For a deeper treatment of the ROI math itself (including the formulas most blog posts get wrong), see our full email marketing ROI guide.
[SCREENSHOT: a Mailneo customer's attribution dashboard showing email revenue vs paid-social revenue for the same quarter]
Key takeaways
- Email marketing returns about $36 for every $1 spent (Litmus, 2024), while average paid social ROI sits near $2.80 per $1 (Statista, 2024); the gap is partly real and partly measurement bias.
- Social wins on discovery, awareness, and visual storytelling; email wins on conversion, retention, and attributable revenue.
- 87% of marketers run both channels (HubSpot, 2024) because they do different jobs at different funnel stages.
- The highest-ROI pattern is hybrid: acquire via social (paid or organic), convert and retain via email; brands using this pattern see 3–4x higher effective social ROI (Campaign Monitor, 2024).
- 25–40% of email-attributed revenue in e-commerce started with a social touchpoint upstream (McKinsey, 2024), so credit-splitting matters.
Frequently asked questions
Is email marketing really 12x more profitable than social media?
On average ROI, yes (Litmus reports $36 per $1 for email vs ~$2.80 per $1 for paid social per Statista, 2024).
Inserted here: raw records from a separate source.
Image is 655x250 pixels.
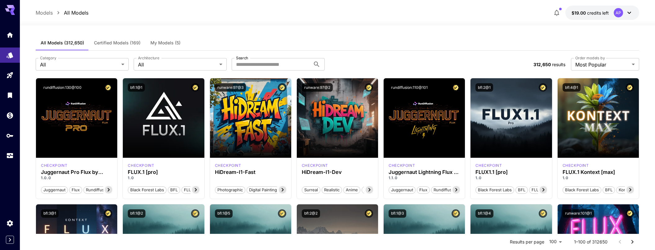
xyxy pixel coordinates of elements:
[562,185,601,193] button: Black Forest Labs
[529,187,559,193] span: FLUX1.1 [pro]
[475,83,493,91] button: bfl:2@1
[128,169,199,175] h3: FLUX.1 [pro]
[215,162,241,168] div: HiDream Fast
[128,162,154,168] p: checkpoint
[625,83,634,91] button: Certified Model – Vetted for best performance and includes a commercial license.
[6,71,14,79] div: Playground
[563,187,601,193] span: Black Forest Labs
[510,238,544,245] p: Results per page
[451,83,460,91] button: Certified Model – Vetted for best performance and includes a commercial license.
[574,238,607,245] p: 1–100 of 312650
[181,185,210,193] button: FLUX.1 [pro]
[150,40,180,46] span: My Models (5)
[322,187,342,193] span: Realistic
[40,55,56,60] label: Category
[168,187,180,193] span: BFL
[6,131,14,139] div: API Keys
[562,169,634,175] h3: FLUX.1 Kontext [max]
[365,209,373,217] button: Certified Model – Vetted for best performance and includes a commercial license.
[36,9,88,16] nav: breadcrumb
[552,62,565,67] span: results
[587,10,608,15] span: credits left
[388,209,406,217] button: bfl:1@3
[41,162,67,168] div: FLUX.1 D
[182,187,210,193] span: FLUX.1 [pro]
[388,175,460,180] p: 1.1.0
[41,169,112,175] h3: Juggernaut Pro Flux by RunDiffusion
[41,175,112,180] p: 1.0.0
[616,185,635,193] button: Kontext
[6,91,14,99] div: Library
[128,185,166,193] button: Black Forest Labs
[41,83,84,91] button: rundiffusion:130@100
[388,162,415,168] p: checkpoint
[278,83,286,91] button: Certified Model – Vetted for best performance and includes a commercial license.
[365,83,373,91] button: Certified Model – Vetted for best performance and includes a commercial license.
[388,162,415,168] div: FLUX.1 D
[41,185,68,193] button: juggernaut
[191,83,199,91] button: Certified Model – Vetted for best performance and includes a commercial license.
[128,162,154,168] div: fluxpro
[575,61,629,68] span: Most Popular
[41,162,67,168] p: checkpoint
[565,6,639,20] button: $18.99894AP
[302,209,320,217] button: bfl:2@2
[475,209,493,217] button: bfl:1@4
[128,83,145,91] button: bfl:1@1
[6,49,14,57] div: Models
[6,31,14,39] div: Home
[538,209,547,217] button: Certified Model – Vetted for best performance and includes a commercial license.
[215,187,245,193] span: Photographic
[246,185,279,193] button: Digital Painting
[40,61,119,68] span: All
[388,185,415,193] button: juggernaut
[104,83,112,91] button: Certified Model – Vetted for best performance and includes a commercial license.
[6,152,14,159] div: Usage
[104,209,112,217] button: Certified Model – Vetted for best performance and includes a commercial license.
[616,187,635,193] span: Kontext
[546,237,564,246] div: 100
[247,187,279,193] span: Digital Painting
[128,187,166,193] span: Black Forest Labs
[215,83,246,91] button: runware:97@3
[302,162,328,168] div: HiDream Dev
[302,169,373,175] h3: HiDream-I1-Dev
[475,187,514,193] span: Black Forest Labs
[389,187,415,193] span: juggernaut
[321,185,342,193] button: Realistic
[475,175,546,180] p: 1.0
[529,185,559,193] button: FLUX1.1 [pro]
[475,162,502,168] div: fluxpro
[36,9,53,16] p: Models
[388,169,460,175] h3: Juggernaut Lightning Flux by RunDiffusion
[571,10,587,15] span: $19.00
[69,185,82,193] button: flux
[128,209,145,217] button: bfl:1@2
[41,187,68,193] span: juggernaut
[475,169,546,175] div: FLUX1.1 [pro]
[236,55,248,60] label: Search
[343,187,360,193] span: Anime
[191,209,199,217] button: Certified Model – Vetted for best performance and includes a commercial license.
[343,185,360,193] button: Anime
[361,185,381,193] button: Stylized
[562,209,594,217] button: runware:101@1
[417,185,430,193] button: flux
[6,235,14,243] button: Expand sidebar
[302,162,328,168] p: checkpoint
[302,83,333,91] button: runware:97@2
[562,162,589,168] div: FLUX.1 Kontext [max]
[69,187,82,193] span: flux
[168,185,180,193] button: BFL
[603,187,614,193] span: BFL
[575,55,604,60] label: Order models by
[64,9,88,16] a: All Models
[278,209,286,217] button: Certified Model – Vetted for best performance and includes a commercial license.
[562,83,580,91] button: bfl:4@1
[602,185,615,193] button: BFL
[562,162,589,168] p: checkpoint
[215,169,286,175] div: HiDream-I1-Fast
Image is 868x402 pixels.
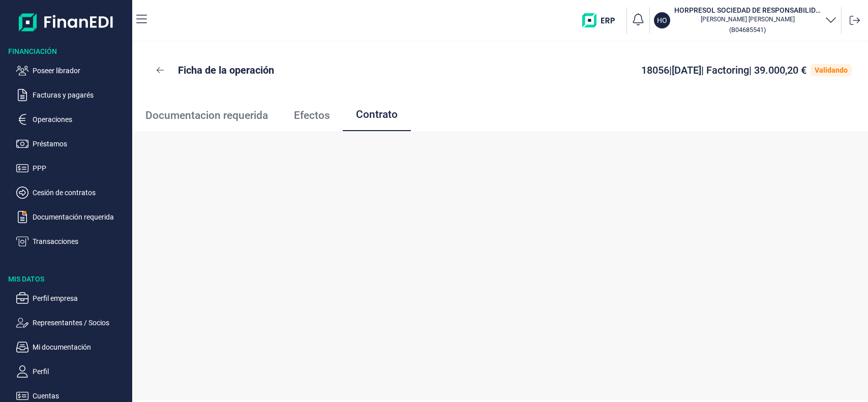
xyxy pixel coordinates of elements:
[654,5,837,35] button: HOHORPRESOL SOCIEDAD DE RESPONSABILIDAD LIMITADA[PERSON_NAME] [PERSON_NAME](B04685541)
[582,13,622,27] img: erp
[729,26,765,34] small: Copiar cif
[17,341,128,353] button: Mi documentación
[674,5,821,15] h3: HORPRESOL SOCIEDAD DE RESPONSABILIDAD LIMITADA
[32,341,128,353] p: Mi documentación
[32,390,128,402] p: Cuentas
[641,64,806,76] span: 18056 | [DATE] | Factoring | 39.000,20 €
[17,138,128,150] button: Préstamos
[294,110,330,121] span: Efectos
[17,235,128,248] button: Transacciones
[17,366,128,378] button: Perfil
[814,66,847,74] div: Validando
[32,211,128,223] p: Documentación requerida
[17,317,128,329] button: Representantes / Socios
[132,99,281,132] a: Documentacion requerida
[17,187,128,199] button: Cesión de contratos
[32,113,128,125] p: Operaciones
[32,317,128,329] p: Representantes / Socios
[17,64,128,77] button: Poseer librador
[19,8,114,36] img: Logo de aplicación
[17,390,128,402] button: Cuentas
[178,63,274,77] p: Ficha de la operación
[32,89,128,101] p: Facturas y pagarés
[281,99,343,132] a: Efectos
[32,162,128,174] p: PPP
[32,64,128,77] p: Poseer librador
[17,162,128,174] button: PPP
[17,292,128,305] button: Perfil empresa
[32,235,128,248] p: Transacciones
[657,15,667,26] p: HO
[17,211,128,223] button: Documentación requerida
[32,138,128,150] p: Préstamos
[674,15,821,23] p: [PERSON_NAME] [PERSON_NAME]
[32,187,128,199] p: Cesión de contratos
[356,109,398,120] span: Contrato
[343,99,410,132] a: Contrato
[32,366,128,378] p: Perfil
[32,292,128,305] p: Perfil empresa
[17,89,128,101] button: Facturas y pagarés
[17,113,128,125] button: Operaciones
[145,110,268,121] span: Documentacion requerida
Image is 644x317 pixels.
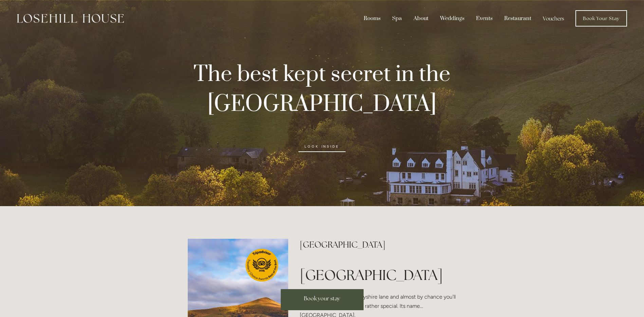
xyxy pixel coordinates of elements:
[499,12,536,25] div: Restaurant
[387,12,407,25] div: Spa
[281,289,363,310] a: Book your stay
[304,294,340,302] span: Book your stay
[471,12,498,25] div: Events
[538,12,569,25] a: Vouchers
[435,12,469,25] div: Weddings
[298,141,345,152] a: look inside
[194,60,455,119] strong: The best kept secret in the [GEOGRAPHIC_DATA]
[300,265,456,285] h1: [GEOGRAPHIC_DATA]
[575,10,627,27] a: Book Your Stay
[300,239,456,251] h2: [GEOGRAPHIC_DATA]
[359,12,386,25] div: Rooms
[17,14,124,23] img: Losehill House
[408,12,434,25] div: About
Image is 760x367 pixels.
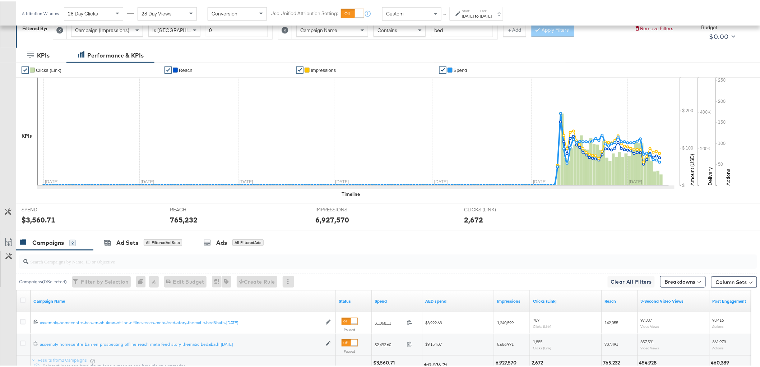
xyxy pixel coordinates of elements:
span: 361,973 [713,337,726,342]
div: 765,232 [170,213,198,223]
div: Campaigns [32,237,64,245]
span: $1,068.11 [375,318,404,324]
a: Shows the current state of your Ad Campaign. [339,297,369,303]
div: KPIs [37,50,50,58]
div: 6,927,570 [496,357,519,364]
div: $13,076.71 [424,360,449,367]
button: $0.00 [707,29,737,41]
sub: Clicks (Link) [533,323,551,327]
input: Search Campaigns by Name, ID or Objective [28,250,689,264]
div: KPIs [22,131,32,138]
input: Enter a number [206,22,268,36]
a: assembly-homecentre-bah-en-shukran-offline-offline-reach-meta-feed-story-thematic-bed&bath-[DATE] [40,318,322,324]
span: CLICKS (LINK) [464,205,518,212]
span: 28 Day Clicks [68,9,98,15]
div: 6,927,570 [316,213,350,223]
div: Ads [216,237,227,245]
div: Performance & KPIs [87,50,144,58]
a: ✔ [165,65,172,72]
div: assembly-homecentre-bah-en-prospecting-offline-reach-meta-feed-story-thematic-bed&bath-[DATE] [40,340,322,345]
span: Conversion [212,9,237,15]
label: Start: [462,7,474,12]
a: The number of times your ad was served. On mobile apps an ad is counted as served the first time ... [497,297,527,303]
label: Paused [342,347,358,352]
a: The total amount spent to date. [375,297,420,303]
div: 2,672 [532,357,545,364]
span: REACH [170,205,224,212]
span: 1,240,599 [497,318,514,324]
a: ✔ [439,65,447,72]
text: Amount (USD) [689,152,696,184]
a: assembly-homecentre-bah-en-prospecting-offline-reach-meta-feed-story-thematic-bed&bath-[DATE] [40,340,322,346]
a: The number of clicks on links appearing on your ad or Page that direct people to your sites off F... [533,297,599,303]
div: Filtered By: [22,24,47,31]
div: All Filtered Ad Sets [144,238,182,244]
a: 3.6725 [425,297,491,303]
span: 5,686,971 [497,340,514,345]
span: 142,055 [605,318,619,324]
span: 97,337 [641,315,652,321]
sub: Actions [713,323,724,327]
div: Attribution Window: [22,10,60,15]
div: Timeline [342,189,360,196]
button: Remove Filters [635,24,674,31]
span: Campaign (Impressions) [75,26,129,32]
button: + Add [503,22,526,35]
span: Campaign Name [300,26,337,32]
text: Actions [725,167,732,184]
span: Clicks (Link) [36,66,61,71]
div: $3,560.71 [373,357,397,364]
span: 1,885 [533,337,542,342]
label: Paused [342,326,358,331]
button: Breakdowns [660,274,706,286]
span: SPEND [22,205,75,212]
a: The number of times your video was viewed for 3 seconds or more. [641,297,707,303]
sub: Video Views [641,323,660,327]
span: 707,491 [605,340,619,345]
span: IMPRESSIONS [316,205,370,212]
div: 765,232 [604,357,623,364]
span: $9,154.07 [425,340,442,345]
button: Clear All Filters [608,274,655,286]
label: Use Unified Attribution Setting: [271,9,338,15]
div: 2,672 [464,213,483,223]
span: Contains [378,26,397,32]
sub: Actions [713,344,724,348]
span: $3,922.63 [425,318,442,324]
span: 98,416 [713,315,724,321]
div: All Filtered Ads [232,238,264,244]
div: $0.00 [710,30,729,41]
span: ↑ [442,12,449,15]
text: Delivery [707,166,714,184]
div: 2 [69,238,76,245]
a: Your campaign name. [33,297,333,303]
div: Ad Sets [116,237,138,245]
div: 460,389 [711,357,732,364]
input: Enter a search term [431,22,493,36]
span: $2,492.60 [375,340,404,345]
span: Reach [179,66,193,71]
div: Campaigns ( 0 Selected) [19,277,67,283]
sub: Video Views [641,344,660,348]
button: Column Sets [711,275,757,286]
div: 0 [136,274,149,286]
div: [DATE] [480,12,492,18]
span: 28 Day Views [142,9,172,15]
span: 357,591 [641,337,655,342]
span: Spend [454,66,467,71]
span: Impressions [311,66,336,71]
sub: Clicks (Link) [533,344,551,348]
strong: to [474,12,480,17]
div: 454,928 [639,357,659,364]
a: ✔ [296,65,304,72]
a: The number of people your ad was served to. [605,297,635,303]
div: [DATE] [462,12,474,18]
label: End: [480,7,492,12]
span: 787 [533,315,540,321]
span: Is [GEOGRAPHIC_DATA] [152,26,207,32]
span: Clear All Filters [611,276,652,285]
span: Custom [386,9,404,15]
div: $3,560.71 [22,213,55,223]
a: ✔ [22,65,29,72]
But that comparison uses different cost denominators, so treat it as directional, not precise. The real edge is that email has a warmer audience and lower variable cost per send.
Should a small business invest in email or social first?
If you have a product and no audience, start with organic social or SEO to drive top-of-funnel discovery, but capture emails immediately through a lead magnet or newsletter. Email becomes your highest-ROI channel once you've got 500+ engaged subscribers; before that, you need a discovery layer.
What's a realistic email marketing ROI for a new business?
Expect $5–$15 per $1 spent in year one (below the Litmus average) because your list is small and you haven't built sender reputation yet. The $36 figure assumes mature lists of 10k+ with good segmentation and established deliverability. Our email ROI calculator lets you project your own numbers.
Can email replace social media entirely?
No, unless you already have a large audience from another source (podcast, YouTube, press). Email's strength is depth with people who already know you; it has almost no discovery function. Pure email-only strategies cap out quickly without a top-of-funnel inflow.
Which social platform has the best ROI for marketers?
HubSpot's 2024 State of Marketing report ranks Instagram and TikTok highest for ecommerce ROI, followed by YouTube for B2B and LinkedIn for high-ticket B2B services. Platform ROI varies more by audience fit than by the platform itself; the same campaign can double on one and flop on another.